The Curious Nature Guide, Explore the Natural Wonders All Around You
Written and illustrated by Clare Walker Leslie
(Storey Publishing, 2015)
I first noticed the cover of this book while on vacation with some girlfriends in Coupeville, Washington. Hidden amidst a crowded display of books, toys, and souvenirs, the cover popped out and caught my attention. I wanted that book. But I resisted.
Fast forward to post-Christmas gift card shopping. As I perused my local Indie bookstore, Inklings, guess which book again popped out and grabbed my attention? Yes. The same book. And it was on a display of favs and book suggestions by staff.
I did not resist.
The Curious Nature Guide is a beautifully illustrated guide book written for children, teens, families, and others who love exploring the outdoors. I fell in love with this colorful edition.
I enjoyed this book so much, I used it as a reward. At the end of the day I would carefully read each page and inhale every photo, drawing, and illustration. Reading this book was almost as good as being outside.
While vocabulary will be difficult for young readers, they will love hearing it read aloud. The Curious Nature Guide contains nature information, suggestions of things to look for and do, maps, charts, plant labels, and more.
NO. It is not overwhelmingly encyclopedic.
The Curious Nature Guide is a nature journal filled with inspiration of both the exploring type and the creative sort. I want to go out and investigate the outdoors AND sit down with my art supplies and recreate what I find AND grab the camera to capture my nature.
Two thumbs up for The Curious Nature Guide, Explore the Nature Wonders All Around You.
Happy exploring!
I’d love to hear what nature exploring you like to do.
Never fear. Nana had the grands over for a wild and seriously crazy evening of decorating gingerbread cookies. That is not an understatement.
For the past few years, I have decorated gingerbread houses with the grands. But this year, with 3 boys and 1 girl, six years old and younger, I thought gingerbread cookies would be much easier. I was right.
But we still made a big mess, gobbled too many decorations, and spread icing far and wide. One nice thing about decorating cookies instead of houses was that we could eat our work instead of letting it sit around and petrify into cement.
I’m not so sure the parents agreed. But like any good grandparents, we played, made memories, fed them too much sugar, and sent them home.
Here are a few photos from our Gingerbread Party. Notice the series when Gage decides he is GOING to have his plate and cookie (Nana had to decorate his, as he can’t eat cookies yet). Of course when we are all watching his actions, Donavyn chooses that moment to look at the camera instead of eating the icing and candy off of his gingerbread boy.
Tips:
1. Make the cookies in advance. Definitely. I used giant cookie cutters and made 1 girl and 3 boy cookies. The extra dough was used for normal cookies.
2. Sort candy into individual bowls. That way, each child gets the same things to put on their cookies. Or, I mean, the same amount of sugar to eat.
3. Give each child a cookie sheet as a workspace. Escaping candies and sticky knives stayed right where they needed to be.
4. Forget the fancy icing. Just buy a tub of white icing. It spreads so nice and easy. The icing in the gingerbread house kits is horrible and making a glaze icing that doesn’t spread is frustrating.
5. Enlist someone else to take photos. No way could this Nana help everyone, keep Gage from eating stuff, and take photos. Even with assistance, taking pictures of our completed cookies was the hardest part!
6. Have fun! Eventually we will get back to the houses. But for now, keeping it simple makes more sense. And next year, when we have 5, I think I will have to adopt yet another helper for crowd control.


• [TASK INSTRUCTIONS]:
Scan the lines below and report each one containing "tunisia" by copying it.

(Data extracted from a collection)
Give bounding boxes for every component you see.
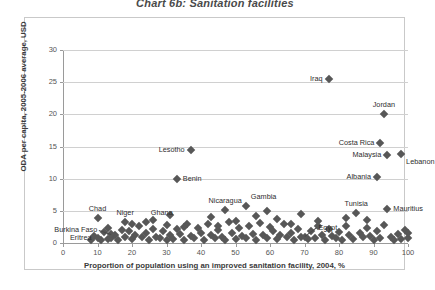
data-point [349,235,357,243]
x-tick-mark [236,244,237,247]
point-label-ghana: Ghana [151,208,173,217]
y-tick-label: 20 [31,109,57,118]
data-point [376,234,384,242]
data-point-iraq [324,75,332,83]
x-tick-mark [201,244,202,247]
data-point-costa-rica [376,138,384,146]
point-label-mauritius: Mauritius [393,204,423,213]
data-point-malaysia [383,151,391,159]
x-tick-label: 0 [50,248,76,257]
data-point [190,234,198,242]
data-point [221,236,229,244]
point-label-lesotho: Lesotho [0,145,185,154]
data-point [338,236,346,244]
data-point [200,236,208,244]
data-point [255,219,263,227]
data-point [286,219,294,227]
data-point-nicaragua [221,205,229,213]
data-point [262,234,270,242]
data-point [252,236,260,244]
data-point [342,214,350,222]
data-point [380,221,388,229]
x-tick-mark [132,244,133,247]
x-tick-label: 60 [257,248,283,257]
data-point-jordan [380,110,388,118]
data-point-tunisia [352,209,360,217]
x-tick-label: 30 [154,248,180,257]
x-tick-label: 100 [395,248,421,257]
data-point-lebanon [397,150,405,158]
data-point [297,210,305,218]
point-label-gambia: Gambia [251,192,277,201]
point-label-lebanon: Lebanon [406,157,434,166]
point-label-iraq: Iraq [0,74,323,83]
x-tick-label: 20 [119,248,145,257]
y-tick-label: 5 [31,206,57,215]
data-point-albania [373,173,381,181]
point-label-jordan: Jordan [344,100,424,109]
x-tick-mark [305,244,306,247]
x-axis-label: Proportion of population using an improv… [24,261,405,270]
data-point [262,207,270,215]
x-tick-mark [63,244,64,247]
x-tick-label: 70 [292,248,318,257]
point-label-tunisia: Tunisia [316,199,396,208]
x-tick-label: 40 [188,248,214,257]
x-tick-mark [98,244,99,247]
x-tick-label: 90 [361,248,387,257]
point-label-benin: Benin [183,174,202,183]
x-tick-mark [339,244,340,247]
x-tick-mark [408,244,409,247]
x-tick-label: 50 [223,248,249,257]
data-point [169,235,177,243]
data-point [362,216,370,224]
y-tick-label: 30 [31,45,57,54]
point-label-eritrea: Eritrea [0,233,92,242]
x-tick-label: 10 [85,248,111,257]
data-point [342,222,350,230]
y-axis-label: ODA per capita, 2005-2006 average, USD [19,7,28,187]
chart-title: Chart 6b: Sanitation facilities [0,0,430,9]
x-tick-mark [270,244,271,247]
x-tick-label: 80 [326,248,352,257]
point-label-egypt: Egypt [319,223,338,232]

• [TASK RESULT]:
data-point-tunisia [352,209,360,217]
point-label-tunisia: Tunisia [316,199,396,208]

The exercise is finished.